Beyond these falsification strategies, there is an arsenal of sensitivity and bias analyses that can be conducted to understand the range of effect sizes consistent with plausible biases, contextualize the magnitude of bias that would need to exist to alter conclusions, or compare the relative bias to non–instrumental variable analyses (13, 14, 17). Some of these types of bias analysis can be done post-hoc on published aggregate results, including the use of E-values in instrumental variable settings (23) and some approaches to quantifying bias due to departures from the no-“defiers” assumption (24).
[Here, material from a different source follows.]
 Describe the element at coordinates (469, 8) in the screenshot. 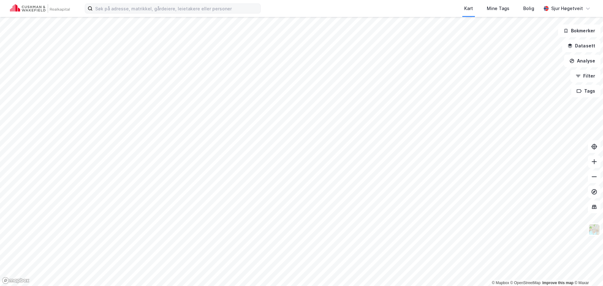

ON LIVED EXPERIENCES INFORMING JUDICIOUS ANALYSES
Dimitris and Platt end their comments by imploring epidemiologists to use our collective lived experience to apply instrumental variable analyses more judiciously. Let us echo and underscore this sentiment as applicable to all types of causal effect estimation. While epidemiologists spend a lot of energy on unmeasured confounding, this pandemic is a vivid reminder that interference and heterogeneity are features of our lives. The magnitude and direction of the effect of childcare closures on a young child’s well-being is inevitably tied to aspects of and circumstances surrounding their identity, family, community, and country. Moreover, that child’s well-being is not affected just by whether their childcare closed but also by the extent to which other children stayed home both nearby and halfway across the globe. Although epidemiologists will continue to use our many methods that require homogeneity or no-interference assumptions, let us remember that these oft-unspoken assumptions are implausible too. Overall, then, our best path forward is to carry our own lived experiences, and the experiences of other members of our communities and the communities we serve, into our research both when applying existing causal inference techniques and when pursuing new avenues of methods development.
ACKNOWLEDGMENTS
Author affiliations: Department of Epidemiology, Harvard T. H. Chan School of Public Health, Boston, Massachusetts, United States (Elizabeth W. Diemer, Sonja A. Swanson); and Department of Epidemiology, Erasmus Medical Center, Rotterdam, The Netherlands (Sonja A. Swanson).
Conflicts of interest: none declared.